So, we won't find a correlation between people who go to prison and propensity to immoral behavior? Or even intentionally mislabeling immoral behavior as moral.
HN should be wise enough to know that correlation is not causation, and that statistical differences in behaviour between groups do not necessarily describe an individual from the group. But that does not invalidate OP's point.
I think inmates or criminals have a higher rate of mental and physical diseases, as well as bitterness, grievances and other factors that skews their vision of reality, and make them judge situations differently from people who are not inmates.
It does not mean that there are criminals or inmates who are incapable of judging if a situation is moral or not. It's more like on a statistical basis, inmates/criminals are more likely to give ambiguous or erroneous moral answers to situations that seems obvious to others.
Yes, because without appropriate guidance and modeling, people create Hobbesian dystopias. Countries like Finland and even the US are anomalies which need costly, active, intervention to maintain.
I never suggested looking to them for moral guidance. I was responding to op's quote "inmates or criminals have a higher rate of mental and physical diseases, as well as bitterness, grievances and other factors that skews their vision of reality, and make them judge situations differently from people who are not inmates".
According to the ACLU, over half of arrests in 2010 were for Marijuana possession (https://www.aclu.org/gallery/marijuana-arrests-numbers). I can guarantee that most of those arrested were not upper class trust fund kids even though those same kids likely used drugs at the very least an equal rate than those arrested. In addition, once arrested, those without the means to hire a good attorney are much more likely to either be convicted and sentenced to jail time or become stuck in the criminal justice system. Should we doubt the moral character of all those that used marijuana or only those that were arrested and incarcerated?
I did plenty of drugs when I was younger but was never arrested. I was even pulled over while underage and released without being charged even though I had a ton of beer in my vehicle (I was not drinking yet). Is my sense of morality better than those that were arrested for the same crime? Sometimes the system is unfair and those without resources live much harsher versions of it. It does not make them any more or less moral than those that are able to live the nicer version of the same system due to having richer parents or a more desirable skin tone.
With that said I am not defending people who commit violent crimes. Another interesting avenue to explore is why only one person was jailed in the US on charges related to the 2008 collapse. Were the people responsible for that more moral than the people jailed for drug possession?
>I never suggested looking to them for moral guidance.
Then I'm not sure you were aware of the context of the thread you joined, which started with this remark:
>>>I hope they're not asked to label if specific actions are morally correct or not :)
The poster who you were responding to affirmed that they were defending that claim:
>>It's more like on a statistical basis, inmates/criminals are more likely to give ambiguous or erroneous moral answers to situations that seems obvious to others.

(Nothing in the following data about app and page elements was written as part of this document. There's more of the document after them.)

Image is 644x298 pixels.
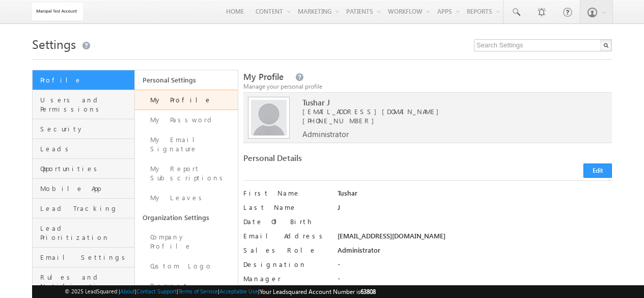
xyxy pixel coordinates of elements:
[243,189,328,198] label: First Name
[40,224,132,242] span: Lead Prioritization
[135,159,237,188] a: My Report Subscriptions
[32,3,83,20] img: Custom Logo
[135,110,237,130] a: My Password
[259,288,376,295] span: Your Leadsquared Account Number is
[178,288,218,295] a: Terms of Service
[40,75,132,85] span: Profile
[40,253,132,262] span: Email Settings
[32,179,135,198] a: Mobile App
[135,130,237,159] a: My Email Signature
[64,287,376,297] span: © 2025 LeadSquared | | | | |
[220,288,258,295] a: Acceptable Use
[243,203,328,212] label: Last Name
[302,98,597,107] span: Tushar J
[32,119,135,139] a: Security
[302,107,597,116] span: [EMAIL_ADDRESS][DOMAIN_NAME]
[337,260,612,274] div: -
[136,288,177,295] a: Contact Support
[243,154,423,168] div: Personal Details
[32,139,135,159] a: Leads
[40,273,132,291] span: Rules and Notifications
[120,288,135,295] a: About
[337,189,612,203] div: Tushar
[135,70,237,90] a: Personal Settings
[243,82,612,91] div: Manage your personal profile
[135,256,237,277] a: Custom Logo
[40,124,132,133] span: Security
[40,184,132,193] span: Mobile App
[32,159,135,179] a: Opportunities
[135,90,237,110] a: My Profile
[361,288,376,295] span: 63808
[243,274,328,284] label: Manager
[40,95,132,114] span: Users and Permissions
[32,198,135,219] a: Lead Tracking
[32,36,76,52] span: Settings
[135,227,237,256] a: Company Profile
[337,246,612,260] div: Administrator
[135,208,237,227] a: Organization Settings
[32,267,135,297] a: Rules and Notifications
[32,248,135,267] a: Email Settings
[302,116,380,125] span: [PHONE_NUMBER]
[243,71,283,83] span: My Profile
[584,163,612,178] button: Edit
[243,217,328,226] label: Date Of Birth
[40,144,132,154] span: Leads
[243,260,328,269] label: Designation
[32,90,135,119] a: Users and Permissions
[337,232,612,246] div: [EMAIL_ADDRESS][DOMAIN_NAME]
[40,204,132,213] span: Lead Tracking
[243,232,328,241] label: Email Address
[337,274,612,288] div: -
[474,39,612,51] input: Search Settings
[32,70,135,90] a: Profile
[243,246,328,255] label: Sales Role
[32,219,135,248] a: Lead Prioritization
[40,164,132,173] span: Opportunities
[135,188,237,208] a: My Leaves
[337,203,612,217] div: J
[302,129,349,139] span: Administrator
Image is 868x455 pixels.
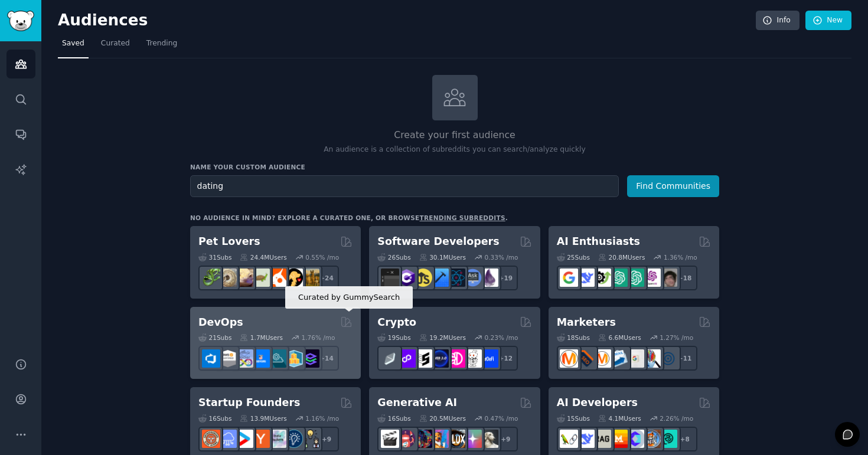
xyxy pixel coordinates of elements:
h2: Software Developers [377,234,499,249]
h2: DevOps [198,315,243,330]
img: azuredevops [202,349,220,368]
div: 0.33 % /mo [484,253,519,262]
div: 16 Sub s [198,414,232,422]
img: deepdream [414,429,432,448]
div: + 12 [493,346,518,371]
div: 1.27 % /mo [660,333,693,342]
img: leopardgeckos [235,268,253,287]
img: reactnative [447,268,465,287]
h2: Crypto [377,315,416,330]
img: AskMarketing [593,349,611,368]
img: growmybusiness [301,429,319,448]
h2: Marketers [557,315,616,330]
div: 30.1M Users [419,253,466,262]
div: 13.9M Users [239,414,286,422]
img: Entrepreneurship [284,429,303,448]
img: OnlineMarketing [659,349,677,368]
div: 1.76 % /mo [302,333,335,342]
img: indiehackers [268,429,286,448]
img: csharp [398,268,416,287]
a: Trending [143,34,181,58]
img: sdforall [430,429,449,448]
h2: Audiences [58,11,755,30]
div: 0.55 % /mo [305,253,339,262]
div: 15 Sub s [557,414,590,422]
img: software [381,268,399,287]
div: + 18 [673,266,697,290]
h2: Pet Lovers [198,234,260,249]
img: PlatformEngineers [301,349,319,368]
div: 25 Sub s [557,253,590,262]
img: DeepSeek [576,429,595,448]
img: AskComputerScience [464,268,482,287]
span: Curated [101,38,130,49]
img: DevOpsLinks [252,349,270,368]
span: Trending [147,38,177,49]
div: 4.1M Users [598,414,641,422]
img: defi_ [480,349,499,368]
div: + 24 [314,266,339,290]
img: starryai [464,429,482,448]
div: + 9 [493,427,518,452]
img: ballpython [218,268,237,287]
img: ArtificalIntelligence [659,268,677,287]
div: 0.47 % /mo [484,414,519,422]
a: trending subreddits [419,214,504,222]
img: platformengineering [268,349,286,368]
img: googleads [626,349,645,368]
img: dalle2 [398,429,416,448]
img: ycombinator [252,429,270,448]
p: An audience is a collection of subreddits you can search/analyze quickly [190,144,719,155]
button: Find Communities [627,175,719,198]
img: chatgpt_promptDesign [610,268,628,287]
img: AItoolsCatalog [593,268,611,287]
img: turtle [252,268,270,287]
img: DreamBooth [480,429,499,448]
img: DeepSeek [576,268,595,287]
div: + 14 [314,346,339,371]
img: defiblockchain [447,349,465,368]
div: 21 Sub s [198,333,232,342]
img: web3 [430,349,449,368]
img: ethfinance [381,349,399,368]
div: 18 Sub s [557,333,590,342]
a: Saved [58,34,88,58]
img: cockatiel [268,268,286,287]
div: 1.36 % /mo [664,253,697,262]
img: EntrepreneurRideAlong [202,429,220,448]
img: chatgpt_prompts_ [626,268,645,287]
img: GoogleGeminiAI [559,268,578,287]
h2: Create your first audience [190,128,719,142]
div: 6.6M Users [598,333,641,342]
img: MistralAI [610,429,628,448]
h2: AI Developers [557,395,638,410]
img: bigseo [576,349,595,368]
div: 20.5M Users [419,414,466,422]
div: + 19 [493,266,518,290]
img: 0xPolygon [398,349,416,368]
img: ethstaker [414,349,432,368]
a: New [805,11,851,31]
div: 1.16 % /mo [305,414,339,422]
img: iOSProgramming [430,268,449,287]
div: 1.7M Users [239,333,283,342]
h2: Generative AI [377,395,457,410]
img: AWS_Certified_Experts [218,349,237,368]
img: SaaS [218,429,237,448]
img: herpetology [202,268,220,287]
img: LangChain [559,429,578,448]
a: Info [755,11,800,31]
div: 24.4M Users [239,253,286,262]
img: elixir [480,268,499,287]
img: Emailmarketing [610,349,628,368]
img: CryptoNews [464,349,482,368]
img: content_marketing [559,349,578,368]
img: AIDevelopersSociety [659,429,677,448]
a: Curated [97,34,134,58]
img: aws_cdk [284,349,303,368]
img: learnjavascript [414,268,432,287]
div: 0.23 % /mo [484,333,519,342]
div: + 9 [314,427,339,452]
img: OpenSourceAI [626,429,645,448]
div: 16 Sub s [377,414,410,422]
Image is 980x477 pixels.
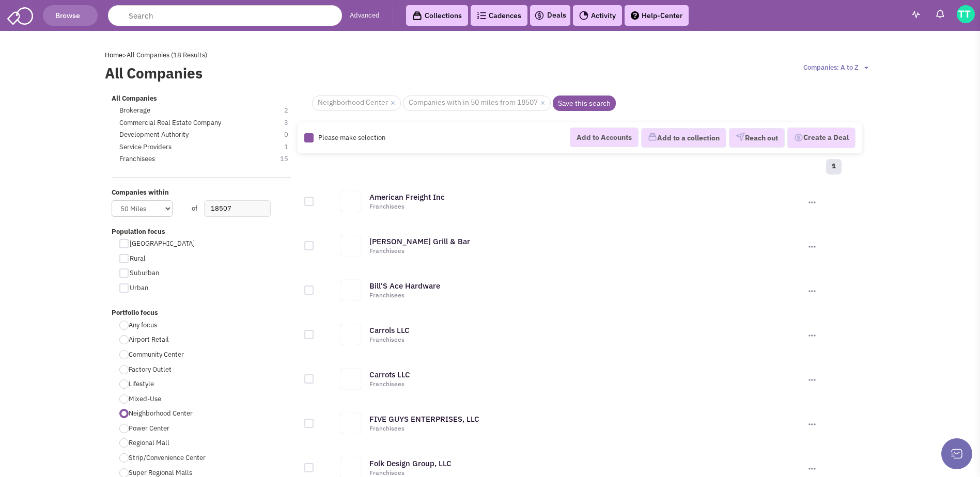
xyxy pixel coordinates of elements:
[55,10,85,20] span: Browse
[129,409,193,417] span: Neighborhood Center
[477,12,486,19] img: Cadences_logo.png
[284,118,299,128] span: 3
[471,5,527,26] a: Cadences
[641,128,727,147] button: Add to a collection
[370,468,805,477] div: Franchisees
[119,154,155,163] span: Franchisees
[129,283,148,292] span: Urban
[625,5,689,26] a: Help-Center
[826,159,841,175] a: 1
[534,9,566,22] a: Deals
[312,95,401,111] span: Neighborhood Center
[370,247,805,255] div: Franchisees
[129,350,184,359] span: Community Center
[370,291,805,299] div: Franchisees
[541,98,545,108] a: ×
[729,128,784,147] button: Reach out
[119,106,150,114] span: Brokerage
[119,143,171,151] span: Service Providers
[129,380,154,388] span: Lifestyle
[630,11,639,20] img: help.png
[129,424,169,433] span: Power Center
[412,10,422,21] img: icon-collection-lavender-black.svg
[350,10,380,21] a: Advanced
[129,239,195,247] span: [GEOGRAPHIC_DATA]
[127,51,207,60] span: All Companies (18 Results)
[129,453,206,462] span: Strip/Convenience Center
[43,5,97,26] button: Browse
[192,204,198,213] span: of
[284,106,299,115] span: 2
[553,95,616,111] a: Save this search
[370,192,445,202] a: American Freight Inc
[794,132,803,144] img: Deal-Dollar.png
[370,458,452,468] a: Folk Design Group, LLC
[304,133,314,143] img: Rectangle.png
[370,281,440,291] a: Bill'S Ace Hardware
[204,200,270,217] input: Zip Code
[284,143,299,152] span: 1
[123,51,127,60] span: >
[406,5,468,26] a: Collections
[647,132,657,142] img: icon-collection-lavender.png
[284,130,299,140] span: 0
[8,5,33,25] img: SmartAdmin
[129,438,169,447] span: Regional Mall
[370,424,805,433] div: Franchisees
[267,202,284,215] div: Search Nearby
[956,5,974,24] img: Tim Todaro
[787,128,855,148] button: Create a Deal
[105,63,484,84] label: All Companies
[112,188,291,197] label: Companies within
[108,5,342,26] input: Search
[129,268,159,278] span: Suburban
[403,95,551,111] span: Companies with in 50 miles from 18507
[735,132,745,142] img: VectorPaper_Plane.png
[105,51,123,60] a: Home
[370,325,409,335] a: Carrols LLC
[112,94,291,104] label: All Companies
[129,468,192,477] span: Super Regional Malls
[573,5,622,26] a: Activity
[570,128,639,147] button: Add to Accounts
[129,365,171,374] span: Factory Outlet
[534,9,544,22] img: icon-deals.svg
[129,320,157,330] span: Any focus
[370,236,470,247] a: [PERSON_NAME] Grill & Bar
[370,335,805,344] div: Franchisees
[370,414,479,424] a: FIVE GUYS ENTERPRISES, LLC
[390,98,395,108] a: ×
[370,380,805,388] div: Franchisees
[129,335,169,344] span: Airport Retail
[129,254,146,263] span: Rural
[579,10,589,20] img: Activity.png
[318,132,386,142] span: Please make selection
[370,369,410,380] a: Carrots LLC
[370,202,805,211] div: Franchisees
[129,395,162,403] span: Mixed-Use
[119,118,221,127] span: Commercial Real Estate Company
[112,227,291,237] label: Population focus
[119,130,189,139] span: Development Authority
[112,308,291,318] label: Portfolio focus
[280,154,299,164] span: 15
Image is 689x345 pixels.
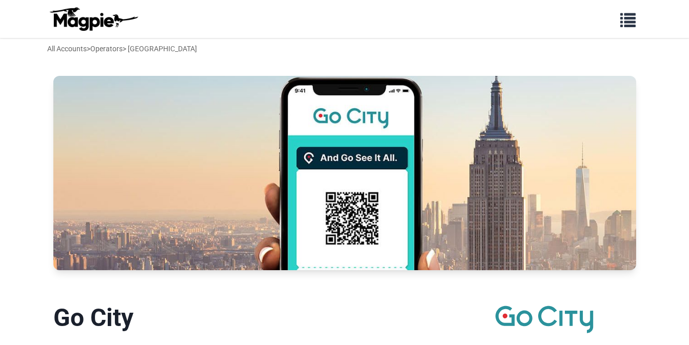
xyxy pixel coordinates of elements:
[90,45,123,53] a: Operators
[47,43,197,54] div: > > [GEOGRAPHIC_DATA]
[53,76,636,270] img: Go City banner
[47,7,139,31] img: logo-ab69f6fb50320c5b225c76a69d11143b.png
[495,303,593,336] img: Go City logo
[47,45,87,53] a: All Accounts
[53,303,436,333] h1: Go City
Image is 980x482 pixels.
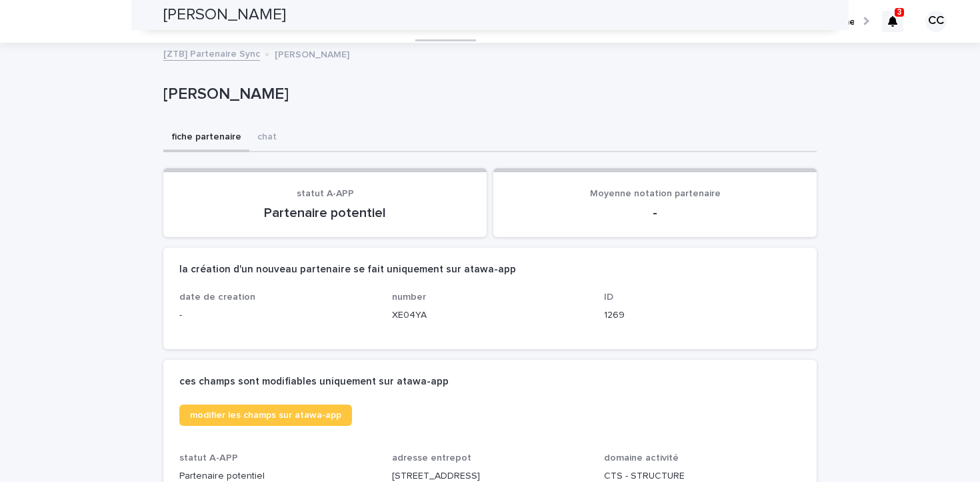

The only part you're responding to is saying that crime correlates with income, which doesn't contradict the broader or the narrower point: even if that correlation itself is true, it can be via the correlation with the other factors the parent mentioned.
Not OP, but just because you've broken the law once doesn't mean you're a bad person, much less lack moral agency.
People make mistakes. Sure, some deserve to rot in prison for irredeemable crimes, but many (at least, in my context as an American citizen) are there for nonviolent drug offenses or failing to pay fines.
That's irrelevant. All that the OP's point requires is that, on average, the moral choices of such people are worse. The existence of outliers -- or even common exceptions -- does not refute that.
My frequency of lawbreaking would indeed (anti-)correlate with the quality of moral decisionmaking, and my frequency of lawbreaking is likely lower than those who have been convicted (at least if severity-weighted).
Further, the comparison was against convicts, who do it frequently and severely enough that someone finds it worth the money to prosecute and get a conviction. And at that point, yes, a correlation appears.
You're still making the same fallacy: "I can find an exception, so the correlation doesn't hold." That doesn't follow.
I think he is saying that the reason why people do bad stuff is not because they don't know what's moral. It's because they made a decision to ignore moral.
While I would personally wager that those in prison are on average less moral, there was nonetheless a valid point above that those who commit crimes don't necessarily lack morality. The argument here would be that law does not perfectly equate to morality, and separately, that people will commit crimes out of the lesser of two evils in some given scenarios.
Additionally, despite the reasonable conclusion we can make that those in prison are less moral, it probably does no good for recidivism rates for us to talk about how immoral prisoners must be. It stigmatizes them, and puts more barriers on the path to recovery and reintegration into society.
Well, in Finland you should have no need to steal as social services generally attempt to support people in the general case above biological poverty (ie. pay for food and shelter).
Illegal and immoral behavior are not the same thing, especially when you consider bias in the legal system as to whom the law is enforced against (poor, male, minority).
Likewise for The Terminator and AIs. People almost treat these movies like they're historical documentaries, just so they can toss out cheap relatable memes.
It’s even more wrong to portray prisoners as a bunch of hapless victims. I’ve had to interact with prisoners in a previous career and less than 10% are people I would allow in my home.